Employee training has always posed challenges for food companies. Consider language, for example. English may be a second language for many employees, which raises the issue of worker comprehension. Do employees really understand the concepts and procedures being taught, particularly the importance of product safety?
No less significant is the evaluation of worker competence based on understanding of the material covered in training. Some companies do not test their employees to verify comprehension of training content. Other companies may limit test score requirements to pass or fail because of liability fears based on union contracts or other potential litigation. This reasoning continues despite the introduction of sophisticated technological tools that can effectively deliver training and accurately determine worker comprehension.
In fact, the issue of employee testing to confirm comprehension has ramifications that extend far beyond the company. The most obvious one is public health, which can be jeopardized through improper food processing, packing, and shipping by workers who were conceivably taught but may not have fully understood company procedures, health standards, and safety requirements. The other is failure to comply with tightening training standards set by the Occupational Safety and Health Administration (OSHA).
To assume that an employee successfully completed training based solely on a pass/fail standard or the achievement of an arbitrary and barely passing grade is to invite trouble. It represents an unacceptable level of risk to the public, a possible OSHA investigation that could result in fines, and the litigation that would inevitably result. This is why food manufacturers, processors, and distributors need to understand the necessity of measuring employee comprehension and why nothing less than a 100% correct score earned by each employee should be considered acceptable. After all, how else can employers possibly know how much their employees don’t really understand?
Testing to confirm training comprehension is still relatively new to the food processing industry—so new that there are few if any hard and fast requirements from the U.S. Department of Agriculture (USDA) or the U.S. Food and Drug Administration (FDA). If there is any source for guidance on testing and comprehension that might be satisfactory to regulatory agencies, it is likely to be found among regulations promulgated by OSHA. The agency requires training to be tailored to the language, vocabulary, and education level of workers, which could be an issue for plants with many employees for whom English is a second language. As with OSHA, third-party audits such as good manufacturing practices (GMP) and the Global Food Safety Initiative (GFSI) demand verification that workers fully comprehend what they’re being trained to do.
Just imagine the ramifications when testing standards and acceptable scores are left up to the individual plant. This practice may well be the root of a problem bound to surface. Worker training and testing for gauging comprehension seems to be a hodgepodge of approaches that depend on company policies, most of which are likely to produce unacceptable results. Some plants, for example, eschew formal testing by deferring to on-the-job training and verbal corrections by supervisors with no formal process for documentation of comprehension (e.g., “Go stand next to Joe and do what he does.”). A few facilities are known to be using outdated training materials, including VHS tapes probably recorded at least two decades ago. More up to date, but equally ineffective, are lengthy PowerPoint presentations overloaded with text and presented in language that may be beyond the comprehension of workers with limited education, even those for whom English is their primary language.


Work item:
The full listing should be set down again precisely.

Working data:
***

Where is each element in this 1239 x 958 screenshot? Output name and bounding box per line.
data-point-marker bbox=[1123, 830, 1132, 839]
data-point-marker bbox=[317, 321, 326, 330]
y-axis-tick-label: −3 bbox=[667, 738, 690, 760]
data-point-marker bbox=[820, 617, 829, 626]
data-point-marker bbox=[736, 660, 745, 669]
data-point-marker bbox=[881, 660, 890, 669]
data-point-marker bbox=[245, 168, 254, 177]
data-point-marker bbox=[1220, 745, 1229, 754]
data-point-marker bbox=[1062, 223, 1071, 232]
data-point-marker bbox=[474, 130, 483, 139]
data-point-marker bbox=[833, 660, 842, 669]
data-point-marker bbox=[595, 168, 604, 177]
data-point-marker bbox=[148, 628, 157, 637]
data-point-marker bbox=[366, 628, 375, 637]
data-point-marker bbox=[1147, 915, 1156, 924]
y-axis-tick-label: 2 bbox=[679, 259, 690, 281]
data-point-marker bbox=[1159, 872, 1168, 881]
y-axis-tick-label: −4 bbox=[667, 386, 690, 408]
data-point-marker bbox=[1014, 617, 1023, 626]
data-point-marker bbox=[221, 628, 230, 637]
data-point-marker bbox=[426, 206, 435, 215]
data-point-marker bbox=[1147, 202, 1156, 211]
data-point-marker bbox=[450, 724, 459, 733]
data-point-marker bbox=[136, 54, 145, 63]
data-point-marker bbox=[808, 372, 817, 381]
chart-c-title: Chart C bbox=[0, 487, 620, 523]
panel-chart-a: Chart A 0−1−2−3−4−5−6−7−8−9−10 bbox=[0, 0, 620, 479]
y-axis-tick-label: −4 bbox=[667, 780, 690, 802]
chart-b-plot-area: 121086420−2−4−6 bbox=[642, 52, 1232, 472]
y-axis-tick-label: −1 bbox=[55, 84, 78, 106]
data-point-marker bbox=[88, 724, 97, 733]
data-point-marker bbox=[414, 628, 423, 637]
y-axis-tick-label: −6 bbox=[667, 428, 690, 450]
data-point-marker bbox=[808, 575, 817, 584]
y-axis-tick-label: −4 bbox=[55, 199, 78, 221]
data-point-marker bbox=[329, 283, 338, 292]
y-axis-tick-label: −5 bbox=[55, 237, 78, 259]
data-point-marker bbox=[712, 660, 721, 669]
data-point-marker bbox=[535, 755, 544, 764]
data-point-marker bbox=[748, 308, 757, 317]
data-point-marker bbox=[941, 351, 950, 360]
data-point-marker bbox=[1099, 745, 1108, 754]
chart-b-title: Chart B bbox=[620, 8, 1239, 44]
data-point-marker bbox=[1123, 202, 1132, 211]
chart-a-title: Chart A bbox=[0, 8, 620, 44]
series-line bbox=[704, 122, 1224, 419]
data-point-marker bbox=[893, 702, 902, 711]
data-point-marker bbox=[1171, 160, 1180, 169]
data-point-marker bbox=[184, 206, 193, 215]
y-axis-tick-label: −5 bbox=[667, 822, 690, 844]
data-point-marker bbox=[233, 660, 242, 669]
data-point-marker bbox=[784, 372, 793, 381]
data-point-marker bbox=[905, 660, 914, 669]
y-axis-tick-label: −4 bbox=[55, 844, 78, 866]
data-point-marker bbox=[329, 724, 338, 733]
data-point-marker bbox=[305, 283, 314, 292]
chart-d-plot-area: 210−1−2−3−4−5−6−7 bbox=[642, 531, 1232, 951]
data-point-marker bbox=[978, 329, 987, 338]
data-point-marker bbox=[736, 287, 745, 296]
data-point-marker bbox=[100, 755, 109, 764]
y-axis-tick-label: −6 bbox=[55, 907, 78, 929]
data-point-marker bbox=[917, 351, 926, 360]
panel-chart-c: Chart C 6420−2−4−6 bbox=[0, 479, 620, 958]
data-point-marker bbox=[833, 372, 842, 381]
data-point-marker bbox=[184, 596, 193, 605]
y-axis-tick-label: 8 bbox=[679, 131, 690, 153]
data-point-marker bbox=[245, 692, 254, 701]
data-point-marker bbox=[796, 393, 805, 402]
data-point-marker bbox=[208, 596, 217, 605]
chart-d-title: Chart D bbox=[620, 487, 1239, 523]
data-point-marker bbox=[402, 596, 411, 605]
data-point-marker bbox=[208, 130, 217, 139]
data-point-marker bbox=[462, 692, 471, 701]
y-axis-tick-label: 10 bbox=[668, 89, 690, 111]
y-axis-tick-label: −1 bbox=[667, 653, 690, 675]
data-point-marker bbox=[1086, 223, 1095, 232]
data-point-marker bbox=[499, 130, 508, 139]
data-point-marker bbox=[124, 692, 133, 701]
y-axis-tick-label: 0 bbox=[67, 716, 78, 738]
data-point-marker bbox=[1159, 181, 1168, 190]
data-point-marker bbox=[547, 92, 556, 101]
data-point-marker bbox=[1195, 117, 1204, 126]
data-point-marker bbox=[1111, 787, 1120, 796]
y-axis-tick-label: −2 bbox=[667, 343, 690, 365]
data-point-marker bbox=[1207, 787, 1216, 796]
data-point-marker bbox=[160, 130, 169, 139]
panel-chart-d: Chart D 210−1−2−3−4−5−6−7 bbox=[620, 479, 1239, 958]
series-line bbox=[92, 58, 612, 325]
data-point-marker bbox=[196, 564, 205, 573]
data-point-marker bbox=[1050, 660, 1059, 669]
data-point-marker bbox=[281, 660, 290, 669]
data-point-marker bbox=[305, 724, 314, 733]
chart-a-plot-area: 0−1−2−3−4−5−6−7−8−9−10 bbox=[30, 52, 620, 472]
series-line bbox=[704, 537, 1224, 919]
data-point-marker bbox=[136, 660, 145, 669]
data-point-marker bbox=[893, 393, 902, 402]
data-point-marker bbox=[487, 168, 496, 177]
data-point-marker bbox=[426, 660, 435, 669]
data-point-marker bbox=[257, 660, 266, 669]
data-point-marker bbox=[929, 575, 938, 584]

***

Result of the exercise:
Where is each element in this 1239 x 958 screenshot? Output name and bounding box per line.
data-point-marker bbox=[1123, 830, 1132, 839]
data-point-marker bbox=[317, 321, 326, 330]
y-axis-tick-label: −3 bbox=[667, 738, 690, 760]
data-point-marker bbox=[820, 617, 829, 626]
data-point-marker bbox=[736, 660, 745, 669]
data-point-marker bbox=[881, 660, 890, 669]
data-point-marker bbox=[245, 168, 254, 177]
data-point-marker bbox=[1220, 745, 1229, 754]
data-point-marker bbox=[1062, 223, 1071, 232]
data-point-marker bbox=[474, 130, 483, 139]
data-point-marker bbox=[833, 660, 842, 669]
data-point-marker bbox=[595, 168, 604, 177]
data-point-marker bbox=[148, 628, 157, 637]
data-point-marker bbox=[366, 628, 375, 637]
data-point-marker bbox=[1147, 915, 1156, 924]
y-axis-tick-label: 2 bbox=[679, 259, 690, 281]
data-point-marker bbox=[1159, 872, 1168, 881]
y-axis-tick-label: −4 bbox=[667, 386, 690, 408]
data-point-marker bbox=[1014, 617, 1023, 626]
data-point-marker bbox=[221, 628, 230, 637]
data-point-marker bbox=[426, 206, 435, 215]
data-point-marker bbox=[1147, 202, 1156, 211]
data-point-marker bbox=[450, 724, 459, 733]
data-point-marker bbox=[136, 54, 145, 63]
data-point-marker bbox=[808, 372, 817, 381]
chart-c-title: Chart C bbox=[0, 487, 620, 523]
panel-chart-a: Chart A 0−1−2−3−4−5−6−7−8−9−10 bbox=[0, 0, 620, 479]
y-axis-tick-label: −4 bbox=[667, 780, 690, 802]
chart-b-plot-area: 121086420−2−4−6 bbox=[642, 52, 1232, 472]
y-axis-tick-label: −1 bbox=[55, 84, 78, 106]
data-point-marker bbox=[88, 724, 97, 733]
data-point-marker bbox=[414, 628, 423, 637]
y-axis-tick-label: −6 bbox=[667, 428, 690, 450]
data-point-marker bbox=[808, 575, 817, 584]
y-axis-tick-label: −4 bbox=[55, 199, 78, 221]
data-point-marker bbox=[329, 283, 338, 292]
y-axis-tick-label: −5 bbox=[55, 237, 78, 259]
data-point-marker bbox=[712, 660, 721, 669]
data-point-marker bbox=[535, 755, 544, 764]
data-point-marker bbox=[748, 308, 757, 317]
data-point-marker bbox=[941, 351, 950, 360]
data-point-marker bbox=[1099, 745, 1108, 754]
chart-b-title: Chart B bbox=[620, 8, 1239, 44]
data-point-marker bbox=[1123, 202, 1132, 211]
chart-a-title: Chart A bbox=[0, 8, 620, 44]
series-line bbox=[704, 122, 1224, 419]
data-point-marker bbox=[893, 702, 902, 711]
data-point-marker bbox=[1171, 160, 1180, 169]
data-point-marker bbox=[184, 206, 193, 215]
y-axis-tick-label: −5 bbox=[667, 822, 690, 844]
data-point-marker bbox=[233, 660, 242, 669]
data-point-marker bbox=[784, 372, 793, 381]
data-point-marker bbox=[905, 660, 914, 669]
y-axis-tick-label: −4 bbox=[55, 844, 78, 866]
data-point-marker bbox=[329, 724, 338, 733]
data-point-marker bbox=[305, 283, 314, 292]
chart-d-plot-area: 210−1−2−3−4−5−6−7 bbox=[642, 531, 1232, 951]
data-point-marker bbox=[978, 329, 987, 338]
data-point-marker bbox=[736, 287, 745, 296]
data-point-marker bbox=[100, 755, 109, 764]
y-axis-tick-label: −6 bbox=[55, 907, 78, 929]
data-point-marker bbox=[917, 351, 926, 360]
panel-chart-c: Chart C 6420−2−4−6 bbox=[0, 479, 620, 958]
data-point-marker bbox=[833, 372, 842, 381]
data-point-marker bbox=[184, 596, 193, 605]
y-axis-tick-label: 8 bbox=[679, 131, 690, 153]
data-point-marker bbox=[245, 692, 254, 701]
data-point-marker bbox=[796, 393, 805, 402]
data-point-marker bbox=[208, 596, 217, 605]
chart-d-title: Chart D bbox=[620, 487, 1239, 523]
data-point-marker bbox=[402, 596, 411, 605]
data-point-marker bbox=[208, 130, 217, 139]
data-point-marker bbox=[462, 692, 471, 701]
y-axis-tick-label: 10 bbox=[668, 89, 690, 111]
y-axis-tick-label: −1 bbox=[667, 653, 690, 675]
data-point-marker bbox=[1086, 223, 1095, 232]
data-point-marker bbox=[499, 130, 508, 139]
data-point-marker bbox=[124, 692, 133, 701]
y-axis-tick-label: 0 bbox=[67, 716, 78, 738]
data-point-marker bbox=[1159, 181, 1168, 190]
data-point-marker bbox=[547, 92, 556, 101]
data-point-marker bbox=[1195, 117, 1204, 126]
data-point-marker bbox=[1111, 787, 1120, 796]
y-axis-tick-label: −2 bbox=[667, 343, 690, 365]
data-point-marker bbox=[1207, 787, 1216, 796]
data-point-marker bbox=[160, 130, 169, 139]
panel-chart-d: Chart D 210−1−2−3−4−5−6−7 bbox=[620, 479, 1239, 958]
series-line bbox=[92, 58, 612, 325]
data-point-marker bbox=[196, 564, 205, 573]
data-point-marker bbox=[1050, 660, 1059, 669]
data-point-marker bbox=[281, 660, 290, 669]
data-point-marker bbox=[305, 724, 314, 733]
chart-a-plot-area: 0−1−2−3−4−5−6−7−8−9−10 bbox=[30, 52, 620, 472]
series-line bbox=[704, 537, 1224, 919]
data-point-marker bbox=[136, 660, 145, 669]
data-point-marker bbox=[893, 393, 902, 402]
data-point-marker bbox=[487, 168, 496, 177]
data-point-marker bbox=[426, 660, 435, 669]
data-point-marker bbox=[257, 660, 266, 669]
data-point-marker bbox=[929, 575, 938, 584]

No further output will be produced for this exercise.